Hungry for
God.
Fasting is choosing to go without something good — usually food — for a season, so that our deepest hunger turns toward God. The point was never the empty plate. The point is him.
It's about nearness.
Fasting isn't a hunger strike to get God's attention, and it isn't a spiritual diet to prove our willpower. It's a way of saying, with our whole body, that we want God more than we want comfort.
When the usual thing we reach for isn't there, the craving doesn't disappear — it gets redirected. Every hunger pang becomes a small prompt to pray. That's the whole design: empty the hands so the heart reaches for him.
Jesus assumed his followers would fast. He didn't say "if you fast," he said "when." So we do — not to earn anything, but to draw near.
Pair it with prayer. Fasting without prayer is just going without; fasting with prayer is reaching. Decide ahead of time what you'll do with the space you create — a passage to read, a person to pray for, a question to bring to God.
"When you fast, it's for your Father — who sees in secret."Matthew 6 : 17–18
A few kinds.
There's no single "right" fast. Pick the one that lets you actually focus on God for the season you're in — then give that time to prayer.
Complete fast
Only liquids — water, and sometimes juice — for a set window of time. The most intensive kind, usually done for shorter durations and with care.
Selective fast
Remove specific foods. The "Daniel Fast" is the common example — fruit, vegetables, and water, while setting aside meat, sweets, and bread.
Partial fast
Fast during set hours — say, from waking until mid-afternoon — then a simple meal. A sustainable on-ramp if you've never fasted before.
Soul fast
Set aside something other than food — social media, streaming, a habit — to make room for God. A good path when health makes food fasting unwise.
A note of wisdom: if you're pregnant, managing a medical condition, or simply unsure, talk with your doctor first — and consider a soul fast. Fasting is about devotion, never about harming the body God gave you.
Where to read.
A few places to start. Read them slowly, and let them shape why and how you fast. References to confirm with the team
Get the guide.
A practical walk-through — how to prepare, what to expect, and how to pray while you fast. Perfect for your first time or your fiftieth.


Only the lines from the line containing "This screenshot has" to the end of the material belong in the copy; set them down exactly, without pictures.

*** Opening of INPUT FOR THIS TASK ***

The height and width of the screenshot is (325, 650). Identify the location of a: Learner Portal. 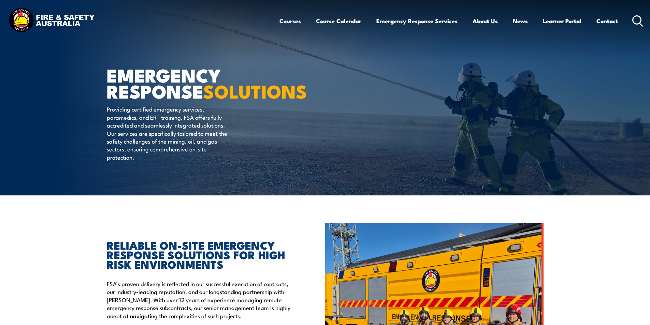
(562, 21).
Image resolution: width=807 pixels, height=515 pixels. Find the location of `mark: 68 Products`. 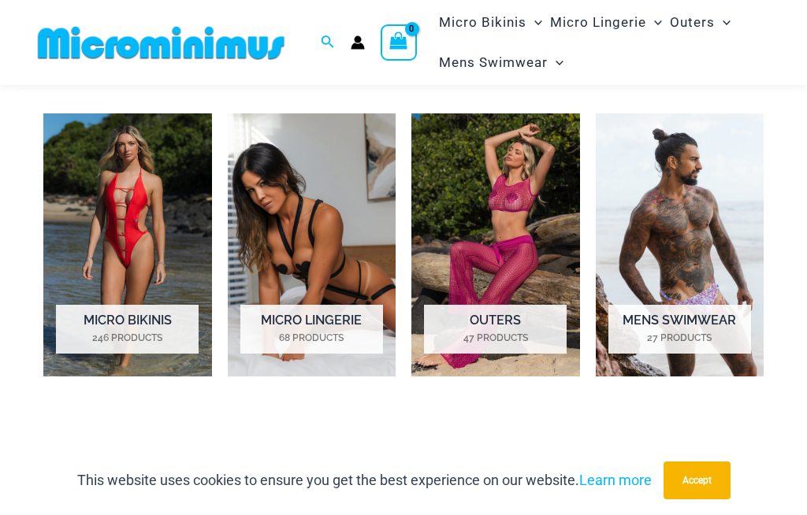

mark: 68 Products is located at coordinates (311, 338).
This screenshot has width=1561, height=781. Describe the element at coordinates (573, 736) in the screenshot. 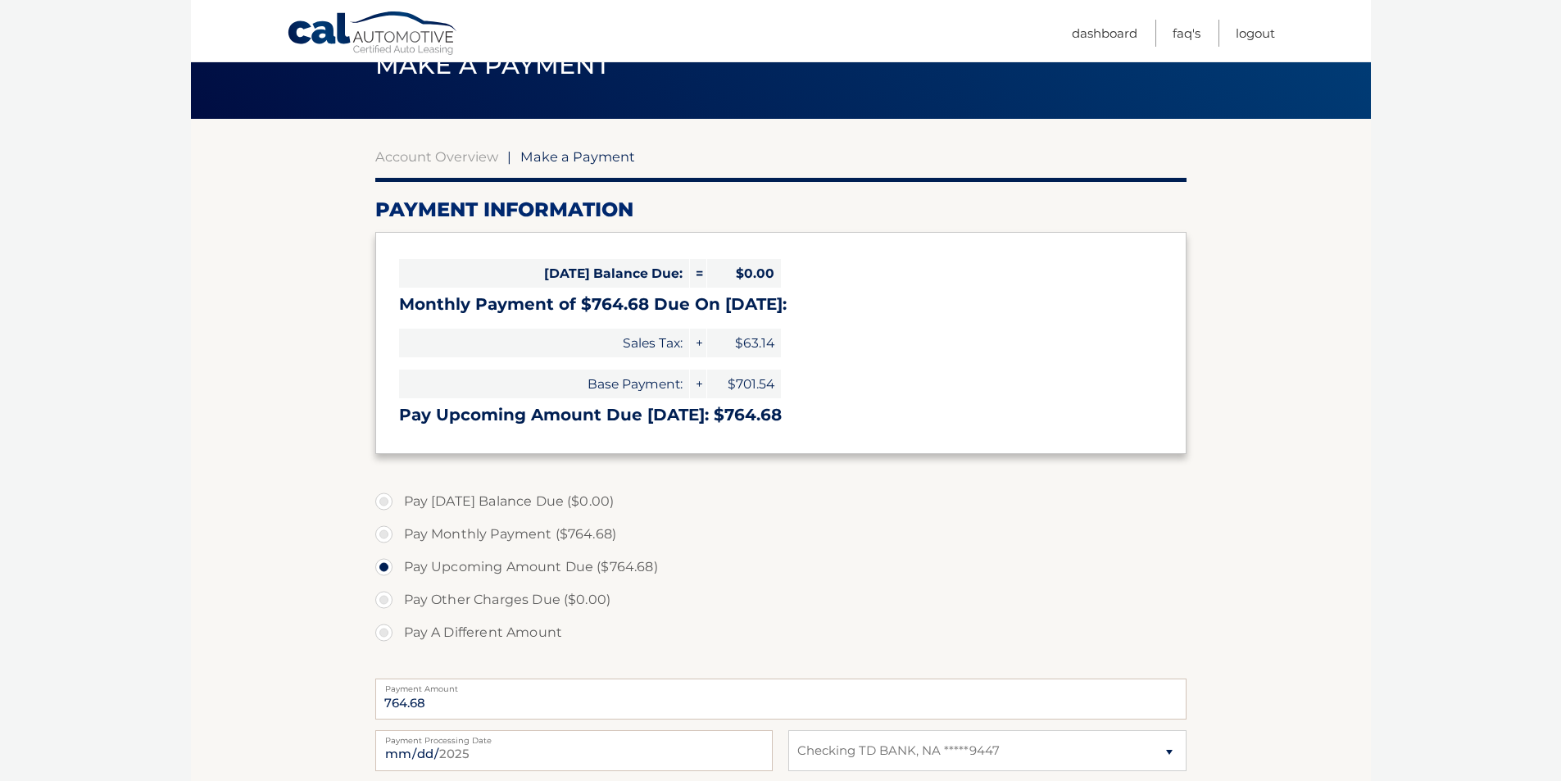

I see `label: Payment Processing Date` at that location.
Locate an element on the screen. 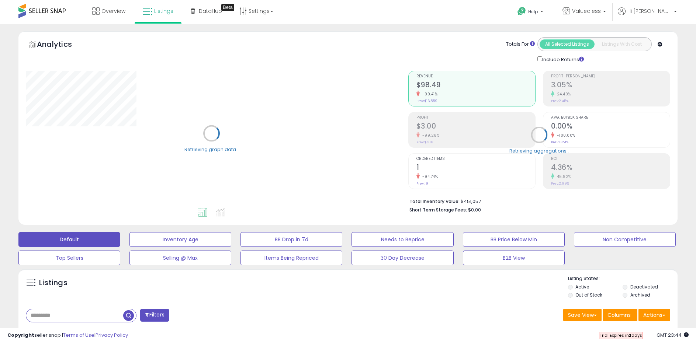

*** Close of INPUT FOR THIS TASK ***

• _RESPONSE BOX_:
This screenshot has width=1561, height=781. Describe the element at coordinates (573, 736) in the screenshot. 

I see `label: Payment Processing Date` at that location.
Locate an element on the screen. 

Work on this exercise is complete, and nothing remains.